Perhaps the most notable psychological feature of Rick’s relationships with women is that we are never fully shown or told why he leaves them, or how he feels about the separations. We are not allowed to understand the most essential question in the film: Why does the Knight of Cups move on? Is it impossible for him to connect with another human being? Does he need God to be part of the marriage contract? We never get the feeling that he is an erotic Don Juan, eager for the next conquest. We learn he was once married to a saintly doctor (Cate Blanchett), whose white hand we see touching a maimed and deformed black man. There is a moment when she sees Rick again and wonders whether he left her because she couldn’t have children. She gets no answer, and neither do we.

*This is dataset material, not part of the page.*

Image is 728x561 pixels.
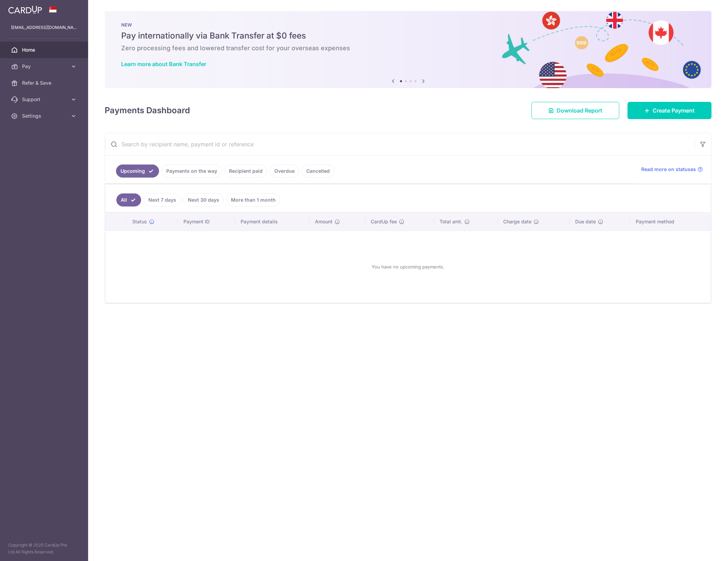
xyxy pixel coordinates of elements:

Rick does seem to be searching for human connection, but as one woman tells him, “You aren’t looking for love. You want a love experience.” As he wanders from Beverly Hills bacchanals to deserted landscapes, it is not clear whether he is seeking spiritual solace or has been lost forever to Sodom and Gomorrah. Leaving this badly constructed and disappointing film—thanks to frenzied editing, the film refuses to grant us even the pleasure of Emmanuel Lubezki’s cinematography—I came away thinking that all Rick, like Malick, could show us was his loneliness. We encounter not even the desperation that must go with it.